What is a shit buzzword?

It seems that we live in the golden age of buzzwords, probably thanks to internet culture. “Social Media” is a buzzword designed to explain a category of websites that provides a certain type of service. “Meme” is a buzzword to explain a piece of media designed to invoke an emotion, usually humor or fear, that gets spread from person to person on the internet.

A “shit” buzzword is a buzzword that it purposely hard to explain, but is sold like a meme usually invoking vanity or “fear of missing out” to sell you something you probably don’t understand and definitely don’t need to buy.

“Blockchain” is a shit buzzword for a complicated encrypted protocol that forms the basis of “Crypto”, another shit buzzword mostly associated with ponzi schemes, and “NFT” a scam created on an unregulated digital market place where two buyers would buy each others digital art at inflated prices just to prove that something worthless had value.

“Metaverse” used to be not a shit buzzword when this website was called “Life in the Metaverse” and it documented my adventures in games like There.com and Second Life which still are the best representations of the metaverse around.

But then it became one thanks to Facebook.
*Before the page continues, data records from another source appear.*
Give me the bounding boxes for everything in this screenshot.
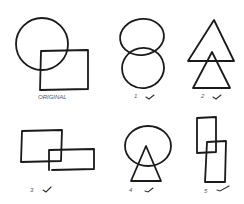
fig3-rect-top bbox=[21, 130, 62, 162]
figure-1: 1 bbox=[118, 16, 168, 99]
check-icon bbox=[145, 188, 153, 192]
label-original: ORIGINAL bbox=[38, 94, 67, 100]
figure-5: 5 bbox=[197, 117, 229, 194]
fig3-rect-bottom bbox=[49, 149, 94, 170]
fig1-oval-top bbox=[118, 16, 167, 58]
fig1-oval-bottom bbox=[118, 44, 167, 92]
check-icon bbox=[213, 95, 221, 99]
original-circle bbox=[16, 18, 68, 70]
fig2-triangle-bottom bbox=[193, 52, 230, 88]
figure-2: 2 bbox=[188, 20, 234, 99]
label-2: 2 bbox=[200, 93, 205, 99]
check-icon bbox=[146, 95, 154, 99]
figure-canvas: ORIGINAL 1 2 3 4 5 bbox=[0, 0, 244, 204]
label-1: 1 bbox=[134, 93, 137, 99]
check-icon bbox=[217, 186, 229, 191]
figure-4: 4 bbox=[125, 126, 171, 193]
label-3: 3 bbox=[30, 187, 34, 193]
check-icon bbox=[43, 187, 51, 192]
figure-3: 3 bbox=[21, 130, 94, 193]
label-5: 5 bbox=[204, 188, 208, 194]
fig4-circle bbox=[125, 126, 171, 166]
label-4: 4 bbox=[129, 187, 133, 193]
figure-original: ORIGINAL bbox=[16, 18, 88, 100]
The Web3 people started jumping all over that one too, not really doing anything to help, selling digital real estate on the block chain for virtual worlds nobody ever visited.
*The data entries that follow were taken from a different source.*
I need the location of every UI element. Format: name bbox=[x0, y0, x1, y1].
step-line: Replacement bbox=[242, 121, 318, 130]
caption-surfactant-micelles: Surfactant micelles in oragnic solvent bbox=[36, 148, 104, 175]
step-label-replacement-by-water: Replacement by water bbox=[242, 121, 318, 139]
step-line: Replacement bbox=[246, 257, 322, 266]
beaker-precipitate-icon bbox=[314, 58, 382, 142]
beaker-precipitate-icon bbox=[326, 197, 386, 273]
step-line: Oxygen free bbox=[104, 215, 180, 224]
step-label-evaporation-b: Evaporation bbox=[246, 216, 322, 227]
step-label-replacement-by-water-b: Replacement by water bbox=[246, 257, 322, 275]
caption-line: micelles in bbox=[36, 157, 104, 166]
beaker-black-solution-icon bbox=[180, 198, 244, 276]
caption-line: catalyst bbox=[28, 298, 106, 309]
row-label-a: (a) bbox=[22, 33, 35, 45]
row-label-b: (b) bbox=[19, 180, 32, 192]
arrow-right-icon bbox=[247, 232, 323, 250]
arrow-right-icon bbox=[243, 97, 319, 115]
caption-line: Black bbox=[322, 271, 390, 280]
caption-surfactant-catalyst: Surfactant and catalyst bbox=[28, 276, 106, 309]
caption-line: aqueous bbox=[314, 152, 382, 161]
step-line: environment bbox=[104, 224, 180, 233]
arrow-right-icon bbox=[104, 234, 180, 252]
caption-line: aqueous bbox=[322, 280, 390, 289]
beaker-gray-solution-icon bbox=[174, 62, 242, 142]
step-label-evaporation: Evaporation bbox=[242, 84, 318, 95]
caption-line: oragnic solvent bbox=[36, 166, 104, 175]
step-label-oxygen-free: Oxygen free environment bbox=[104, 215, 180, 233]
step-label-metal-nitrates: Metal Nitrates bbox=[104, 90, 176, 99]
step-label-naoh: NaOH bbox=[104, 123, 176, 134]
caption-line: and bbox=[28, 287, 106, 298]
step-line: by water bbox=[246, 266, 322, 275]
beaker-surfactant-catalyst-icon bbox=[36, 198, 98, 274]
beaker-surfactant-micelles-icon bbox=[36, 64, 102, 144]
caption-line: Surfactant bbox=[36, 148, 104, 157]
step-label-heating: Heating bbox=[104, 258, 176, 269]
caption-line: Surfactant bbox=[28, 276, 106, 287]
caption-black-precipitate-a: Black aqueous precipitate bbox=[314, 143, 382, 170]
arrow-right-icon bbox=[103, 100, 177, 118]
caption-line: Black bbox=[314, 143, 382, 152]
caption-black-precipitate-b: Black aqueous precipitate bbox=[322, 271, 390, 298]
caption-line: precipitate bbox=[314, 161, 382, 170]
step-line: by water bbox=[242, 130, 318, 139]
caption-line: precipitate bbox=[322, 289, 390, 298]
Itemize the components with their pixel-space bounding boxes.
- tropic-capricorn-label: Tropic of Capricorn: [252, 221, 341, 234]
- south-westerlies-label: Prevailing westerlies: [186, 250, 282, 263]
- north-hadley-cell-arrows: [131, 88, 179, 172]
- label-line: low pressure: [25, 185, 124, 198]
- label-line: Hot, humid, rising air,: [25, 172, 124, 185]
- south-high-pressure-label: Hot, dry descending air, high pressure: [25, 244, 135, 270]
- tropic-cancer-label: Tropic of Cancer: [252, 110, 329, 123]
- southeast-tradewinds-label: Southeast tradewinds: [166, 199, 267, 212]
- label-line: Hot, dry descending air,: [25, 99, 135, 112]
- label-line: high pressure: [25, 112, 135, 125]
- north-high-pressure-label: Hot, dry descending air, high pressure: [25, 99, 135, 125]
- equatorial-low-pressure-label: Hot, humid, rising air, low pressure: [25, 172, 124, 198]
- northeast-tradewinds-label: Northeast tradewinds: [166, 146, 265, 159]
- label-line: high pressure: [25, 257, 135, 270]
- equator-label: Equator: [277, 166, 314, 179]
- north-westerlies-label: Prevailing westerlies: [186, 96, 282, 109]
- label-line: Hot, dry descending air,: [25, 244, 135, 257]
Why is “AI” a shit buzzword?

And now we have “AI” or artificial impersonation, (sorry I’m sticking with that version for the forseeable future) that so far hasn’t been taken over by the Web3 fan boys because they are still waiting to get their money back from FTX.
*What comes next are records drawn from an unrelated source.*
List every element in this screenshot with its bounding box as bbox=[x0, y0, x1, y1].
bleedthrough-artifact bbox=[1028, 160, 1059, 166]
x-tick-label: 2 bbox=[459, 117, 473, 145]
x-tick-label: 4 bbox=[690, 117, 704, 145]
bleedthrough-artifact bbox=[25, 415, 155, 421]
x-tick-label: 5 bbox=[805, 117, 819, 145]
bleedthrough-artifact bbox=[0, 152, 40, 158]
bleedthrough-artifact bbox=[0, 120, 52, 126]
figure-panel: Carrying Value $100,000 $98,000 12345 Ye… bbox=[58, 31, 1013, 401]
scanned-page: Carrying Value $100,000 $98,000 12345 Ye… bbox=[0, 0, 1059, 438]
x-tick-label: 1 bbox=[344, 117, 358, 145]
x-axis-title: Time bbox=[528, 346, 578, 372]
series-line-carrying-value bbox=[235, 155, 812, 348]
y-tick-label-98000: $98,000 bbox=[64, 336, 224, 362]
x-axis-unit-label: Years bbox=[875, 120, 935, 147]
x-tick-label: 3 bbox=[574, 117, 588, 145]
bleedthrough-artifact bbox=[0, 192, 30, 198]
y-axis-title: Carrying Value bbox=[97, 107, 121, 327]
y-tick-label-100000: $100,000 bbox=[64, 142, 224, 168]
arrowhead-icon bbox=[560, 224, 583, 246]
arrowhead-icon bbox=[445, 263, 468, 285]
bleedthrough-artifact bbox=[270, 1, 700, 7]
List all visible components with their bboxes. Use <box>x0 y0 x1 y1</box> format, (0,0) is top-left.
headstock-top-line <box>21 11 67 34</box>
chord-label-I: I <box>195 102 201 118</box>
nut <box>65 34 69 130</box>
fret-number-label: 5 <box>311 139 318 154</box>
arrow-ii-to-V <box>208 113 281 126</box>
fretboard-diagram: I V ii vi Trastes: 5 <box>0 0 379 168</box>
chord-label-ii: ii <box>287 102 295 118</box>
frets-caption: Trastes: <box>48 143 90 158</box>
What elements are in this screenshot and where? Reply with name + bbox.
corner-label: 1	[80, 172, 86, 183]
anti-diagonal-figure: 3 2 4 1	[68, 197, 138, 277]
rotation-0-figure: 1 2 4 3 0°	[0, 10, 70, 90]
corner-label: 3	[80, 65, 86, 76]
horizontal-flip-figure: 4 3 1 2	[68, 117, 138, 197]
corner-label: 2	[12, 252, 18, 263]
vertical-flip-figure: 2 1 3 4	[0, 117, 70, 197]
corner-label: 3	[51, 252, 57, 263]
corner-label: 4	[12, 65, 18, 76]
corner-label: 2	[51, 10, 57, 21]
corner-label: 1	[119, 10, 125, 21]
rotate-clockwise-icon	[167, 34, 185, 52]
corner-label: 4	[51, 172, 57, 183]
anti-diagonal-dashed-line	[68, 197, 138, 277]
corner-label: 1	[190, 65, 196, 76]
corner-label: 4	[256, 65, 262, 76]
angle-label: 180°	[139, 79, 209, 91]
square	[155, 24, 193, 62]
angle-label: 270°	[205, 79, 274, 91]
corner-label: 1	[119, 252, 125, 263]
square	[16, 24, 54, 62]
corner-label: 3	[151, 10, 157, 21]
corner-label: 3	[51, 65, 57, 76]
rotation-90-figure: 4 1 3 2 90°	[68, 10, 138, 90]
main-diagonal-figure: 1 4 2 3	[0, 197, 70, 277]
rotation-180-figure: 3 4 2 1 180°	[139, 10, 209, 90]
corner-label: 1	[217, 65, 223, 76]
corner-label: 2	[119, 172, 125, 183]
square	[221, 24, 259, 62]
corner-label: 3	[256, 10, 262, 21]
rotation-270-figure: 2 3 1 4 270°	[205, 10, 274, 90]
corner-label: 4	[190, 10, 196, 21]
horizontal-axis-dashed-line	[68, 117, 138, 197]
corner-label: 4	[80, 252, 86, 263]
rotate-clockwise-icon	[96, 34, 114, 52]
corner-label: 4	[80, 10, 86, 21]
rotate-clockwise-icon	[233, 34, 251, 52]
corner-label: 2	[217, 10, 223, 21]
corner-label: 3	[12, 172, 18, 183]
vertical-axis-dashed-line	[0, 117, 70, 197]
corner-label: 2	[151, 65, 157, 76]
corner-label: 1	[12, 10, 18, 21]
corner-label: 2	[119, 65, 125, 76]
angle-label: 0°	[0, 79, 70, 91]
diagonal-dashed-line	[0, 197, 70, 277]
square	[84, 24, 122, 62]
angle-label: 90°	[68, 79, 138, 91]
No this time it is Microsoft and Google making the multibillion dollar plays on a fad that likely will remain a fad. Just ask Alexa, Cortana, Google Home, or Siri that no one uses anymore (except maybe Siri for hands free mobile in the car). The in home devices are basically expensive alarm clocks or MP3 players based on what most people use them for.

If Bing’s AI enabled search is faster easier and more accurate than Google’s search, then it deserves to win. So far it is proving faster and easier, just not sure about the accuracy yet.

Can it not be a shit buzzword?

Well yes. I’d prefer we call it PPO instead of AI to get rid of fictional misleading connotations.

Web 3 was based on blockchain technology that never proved to be useful for anything.

PPOs on the other hand has already proven its usefulness in science, education, research gathering, and if you played my game Hopepunk City, you will know that I could see it being useful in government and economic planning (also see video below).

It can’t do everything. As much as employers would love to replace workers with AI, like what already failing websites are apparently doing, it will soon become accepted that AI generated content is not as good as human created. I foresee a rise in AI detection browser add-ons like this one, so you can instantly see if the article you pulled up might be AI generated so you don’t waste your time.

My fear is that PPOs will be used to make decisions that it wasn’t designed to make (automated driving is a good example) that will do more harm than good. PPOs have their limitations.

So yes, PPOs can be good and do good things, lets just stop calling them “intelligent”.